Because of what Hodari, Washington and Dr. Cynthia Warrick — Stillman’s past and its first woman president — have meant to her both before and since graduating, LaTrell is committed to securing the college’s future.
“Since Stillman is a private institution and we don’t get state funding, we rely in large part on philanthropy, which can sometimes be permeated with a little bit of white evangelical racism,” she said.
“I think it’s even more important that people are giving now in ways that are not paternalistic.”
Especially through such initiatives as the Christmas Joy Offering.
“I see the Christmas Joy Offering as a way to support restorative justice,” said LaTrell. “It ensures, in part, that Black professors and faculty are paid competitive wages and can better serve their students. In the current political climate, where overturning affirmative action and anti-Diversity, Equity and Inclusion laws will increase enrollment at historically Black institutions, there’s a lot of room to influence and support a school that will likely take on more changemakers in the future.”

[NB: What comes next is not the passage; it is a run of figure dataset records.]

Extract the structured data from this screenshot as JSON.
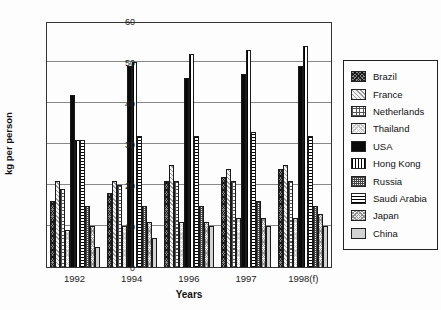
{
  "chart_data": {
    "type": "bar",
    "title": "",
    "xlabel": "Years",
    "ylabel": "kg per person",
    "ylim": [
      0,
      60
    ],
    "yticks": [
      0,
      10,
      20,
      30,
      40,
      50,
      60
    ],
    "grid": true,
    "legend_position": "right",
    "categories": [
      "1992",
      "1994",
      "1996",
      "1997",
      "1998(f)"
    ],
    "series": [
      {
        "name": "Brazil",
        "pattern": "p-brazil",
        "values": [
          16,
          18,
          21,
          22,
          24
        ]
      },
      {
        "name": "France",
        "pattern": "p-france",
        "values": [
          21,
          21,
          25,
          24,
          25
        ]
      },
      {
        "name": "Netherlands",
        "pattern": "p-netherlands",
        "values": [
          19,
          20,
          21,
          21,
          21
        ]
      },
      {
        "name": "Thailand",
        "pattern": "p-thailand",
        "values": [
          9,
          10,
          11,
          12,
          12
        ]
      },
      {
        "name": "USA",
        "pattern": "p-usa",
        "values": [
          42,
          49,
          46,
          47,
          49
        ]
      },
      {
        "name": "Hong Kong",
        "pattern": "p-hongkong",
        "values": [
          31,
          50,
          52,
          53,
          54
        ]
      },
      {
        "name": "Russia",
        "pattern": "p-russia",
        "values": [
          15,
          15,
          15,
          16,
          15
        ]
      },
      {
        "name": "Saudi Arabia",
        "pattern": "p-saudiarabia",
        "values": [
          31,
          32,
          32,
          33,
          32
        ]
      },
      {
        "name": "Japan",
        "pattern": "p-japan",
        "values": [
          10,
          11,
          11,
          12,
          13
        ]
      },
      {
        "name": "China",
        "pattern": "p-china",
        "values": [
          5,
          7,
          10,
          10,
          10
        ]
      }
    ],
    "bar_draw_order": [
      "Brazil",
      "France",
      "Netherlands",
      "Thailand",
      "USA",
      "Hong Kong",
      "Saudi Arabia",
      "Russia",
      "Japan",
      "China"
    ]
  },
  "legend": {
    "items": [
      "Brazil",
      "France",
      "Netherlands",
      "Thailand",
      "USA",
      "Hong Kong",
      "Russia",
      "Saudi Arabia",
      "Japan",
      "China"
    ]
  }
}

Changemakers like LaTrell herself.
“One of the most salient points I can make about LaTrell is that she is a good steward of future generations,” Hodari said. “If this is a marathon, she’s a good exchange. I trust her with my life. Every couple of years, there are some very special students who come to us, and that’s why people should give.”
Because Hodari is also a graduate and a faculty member of HBCUs, she appreciates the importance of giving — and giving back — to continue their legacy.
“And young people who give back,” she said, “that’s a circle that will go on and on and on.”
Give to the Christmas Joy Offering to help Presbyterian-related schools and colleges equipping communities of color provide life-changing experiences.